AL RAYYAN, Qatar (AP) — In a suburban park near Qatar’s capital Doha, cool air from ground vents blew over joggers on a November day that reached nearly 32 degrees Celsius (90 degrees Fahrenheit).
The small park with air-conditioned pathways is an apt illustration of World Cup host Qatar’s responses so far to the rising temperatures its people are facing. The wealthy Gulf Arab nation has been able to pay for extreme adaptation measures like this with the natural gas it exports around the world.
A small peninsula jutting into the Persian Gulf, Qatar sits in a region that, outside of the Arctic, is warming faster than anywhere else on earth.
“It’s already bad. And it’s getting worse,” said Jos Lelieveld, an atmospheric chemist at the Max Planck Institute in Germany. Part of the reason is warming waters in the Persian Gulf, a narrow, shallow sea that helps smother climate change. humidity in Qatar for a few months.
“It’s a pretty tough environment. It’s quite hostile,” said Karim Elgendy, an associate member of the London-based Chatham House think tank. Without its ability to pay for imported food, heavy air conditioning and desalinated seawater, he said, the contemporary country could not exist.

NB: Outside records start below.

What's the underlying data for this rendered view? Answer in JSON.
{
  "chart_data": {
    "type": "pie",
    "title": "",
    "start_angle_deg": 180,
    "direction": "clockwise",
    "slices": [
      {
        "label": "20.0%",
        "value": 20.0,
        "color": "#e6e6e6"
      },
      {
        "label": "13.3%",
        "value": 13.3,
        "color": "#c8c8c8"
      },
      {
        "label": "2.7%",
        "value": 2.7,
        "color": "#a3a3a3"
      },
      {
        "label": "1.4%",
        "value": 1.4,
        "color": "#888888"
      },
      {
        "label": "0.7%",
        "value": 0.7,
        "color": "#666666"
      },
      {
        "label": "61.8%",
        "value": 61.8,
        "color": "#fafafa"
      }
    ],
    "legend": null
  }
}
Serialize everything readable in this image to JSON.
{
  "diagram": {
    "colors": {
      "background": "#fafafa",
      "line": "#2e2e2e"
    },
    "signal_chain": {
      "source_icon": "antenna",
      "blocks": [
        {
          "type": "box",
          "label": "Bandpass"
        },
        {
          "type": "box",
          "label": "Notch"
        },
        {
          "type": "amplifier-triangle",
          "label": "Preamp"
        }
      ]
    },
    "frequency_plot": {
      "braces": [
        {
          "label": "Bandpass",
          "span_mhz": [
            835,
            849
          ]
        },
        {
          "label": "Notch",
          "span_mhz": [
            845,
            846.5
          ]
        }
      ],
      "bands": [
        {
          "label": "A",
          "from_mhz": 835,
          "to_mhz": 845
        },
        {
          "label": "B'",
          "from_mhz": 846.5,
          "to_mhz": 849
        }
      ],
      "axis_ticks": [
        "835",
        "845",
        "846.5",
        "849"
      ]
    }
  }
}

Already, Qatar has faced a significant increase in temperatures compared to pre-industrial times. Scientists and others concerned about climate change are trying to keep the Earth as a whole from warming more than 2 degrees Celsius (3.6 degrees Fahrenheit) on average, because research shows this will be deeply disruptive, rendering many people homeless, flooding coastlines and destroying ecosystems. .
“Qatar has a lot to lose in terms of the effects of climate change,” said Mohammed Ayoub, a professor at the Institute for Environment and Energy Research at Hamad bin Khalifa University in Qatar. It is one of the hottest countries in the world and will experience even more extreme heat, floods, droughts and sand and dust storms.
CLIMATE COMMITMENTS
If Qatar is one of the richest nations in the world per capita, it is also one of the most polluting per capita. Around this country slightly smaller than the US state of Connecticut, large SUVs are commonplace, filled with cheap gas. The air conditioning blows inside the buildings all year round. Even the country’s drinking water is energy-intensive, with nearly all of it coming from desalination plants that burn fossil fuels for the force needed to squeeze ocean water through tiny filters to make it drinkable.

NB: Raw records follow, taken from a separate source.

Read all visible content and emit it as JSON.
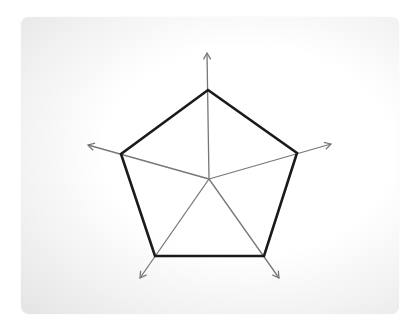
{
  "diagram": {
    "type": "radar-pentagon",
    "center": [
      209,
      179
    ],
    "axes": [
      {
        "name": "axis-top",
        "vertex": [
          208,
          90
        ],
        "tip": [
          207,
          53
        ]
      },
      {
        "name": "axis-right",
        "vertex": [
          297,
          153
        ],
        "tip": [
          331,
          144
        ]
      },
      {
        "name": "axis-bottom-right",
        "vertex": [
          264,
          256
        ],
        "tip": [
          279,
          278
        ]
      },
      {
        "name": "axis-bottom-left",
        "vertex": [
          155,
          256
        ],
        "tip": [
          140,
          278
        ]
      },
      {
        "name": "axis-left",
        "vertex": [
          121,
          154
        ],
        "tip": [
          88,
          145
        ]
      }
    ],
    "colors": {
      "polygon": "#1a1a1a",
      "axis": "#777777",
      "card_edge": "#e4e4e4"
    }
  }
}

In recent years, Qatar has taken a step forward in making climate commitments. At the Paris climate talks in 2015, he did not commit to reducing emissions, but set a target six years later to cut emissions by 25% by 2030. One solution would be to d to use carbon capture and storage in gas production facilities, a much-discussed technology. which has not yet been widely deployed.
Recently, the country also connected a solar power plant to its electricity grid which could cover 10% of the country’s energy needs at full capacity.

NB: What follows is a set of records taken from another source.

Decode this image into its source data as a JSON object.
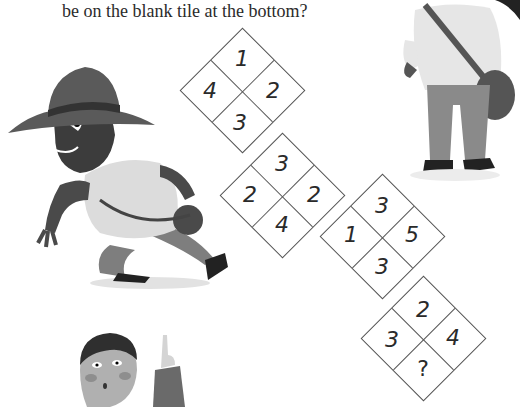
{
  "question": {
    "line1": "What number should",
    "line2": "be on the blank tile at the bottom?"
  },
  "tiles": [
    {
      "top": "1",
      "left": "4",
      "right": "2",
      "bottom": "3",
      "cx": 242,
      "cy": 90
    },
    {
      "top": "3",
      "left": "2",
      "right": "2",
      "bottom": "4",
      "cx": 282,
      "cy": 195
    },
    {
      "top": "3",
      "left": "1",
      "right": "5",
      "bottom": "3",
      "cx": 382,
      "cy": 236
    },
    {
      "top": "2",
      "left": "3",
      "right": "4",
      "bottom": "?",
      "cx": 423,
      "cy": 338
    }
  ],
  "illustrations": [
    "explorer-running",
    "standing-explorer",
    "man-pointing-up"
  ]
}
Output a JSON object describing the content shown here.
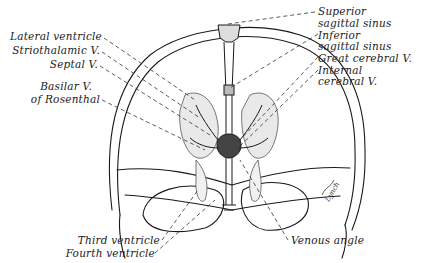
{
  "diagram": {
    "type": "anatomical-illustration",
    "signature": "Lynch",
    "colors": {
      "line": "#1a1a1a",
      "shading": "#9a9a9a",
      "background": "#ffffff"
    }
  },
  "labels": {
    "left": {
      "lateral_ventricle": "Lateral ventricle",
      "striothalamic_v": "Striothalamic V.",
      "septal_v": "Septal V.",
      "basilar_v_line1": "Basilar V.",
      "basilar_v_line2": "of Rosenthal"
    },
    "right": {
      "superior_sagittal_line1": "Superior",
      "superior_sagittal_line2": "sagittal sinus",
      "inferior_sagittal_line1": "Inferior",
      "inferior_sagittal_line2": "sagittal sinus",
      "great_cerebral_v": "Great cerebral V.",
      "internal_cerebral_line1": "Internal",
      "internal_cerebral_line2": "cerebral V."
    },
    "bottom": {
      "third_ventricle": "Third ventricle",
      "fourth_ventricle": "Fourth ventricle",
      "venous_angle": "Venous angle"
    }
  }
}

In Doha, there is a new metro system, more green spaces and parks, and the chic Msheireb district which has been designed to take advantage of natural wind flows.
But it is uncertain whether Qatar can achieve its reduction target in seven years. At the recent United Nations climate conference in Egypt, Qatari Environment Minister Sheikh Faleh bin Nasser bin Ahmed bin Ali Al Thani said the country was “working to translate these ambitions into action”.
The Department of Environment and Climate Change did not respond to multiple requests from The Associated Press for comment on its emissions reduction plan.
In the past, he said that one of the main efforts would be to diversify Qatar’s economy.
Many observers say hosting the World Cup is part of oil and gas diversifying into an entertainment and event destination. But to stage the event, Qatar built massive amounts of infrastructure over a 12-year period – with a massive carbon footprint, despite its claims to the contrary.
“They can’t diversify without spending money,” Elgendy said. “And that money will come from oil and gas. That’s a bit of a conundrum.”
WORLD GAS DEMAND
Qatari officials and some academics say exporting liquefied natural gas to the world can help the transition to clean energy because fossil fuel is cleaner than oil and coal. This view is increasingly unsupported by science as the extent of natural gas infrastructure leaks becomes clear. A natural gas leak is far more harmful to the climate than carbon dioxide, ton for ton.
Earlier this year, state-owned gas giant Qatar Energy joined an industry pledge to reduce nearly all methane emissions from operations by 2030. Methane is the main constituent of natural gas.
But real diversion from fossil fuels has yet to begin here.
After Russia invaded Ukraine, Europe’s race to replace that country’s gas left Qatar – among the world’s leading natural gas producers and exporters – in pole position to benefit.
Qatar has signed new deals with several energy companies, including a recent 27-year deal to supply liquefied natural gas to Chinese oil and gas company Sinopec.
“Since the war in Ukraine, everyone is now talking to the Qataris to see if they can get this gas,” Elgendy said.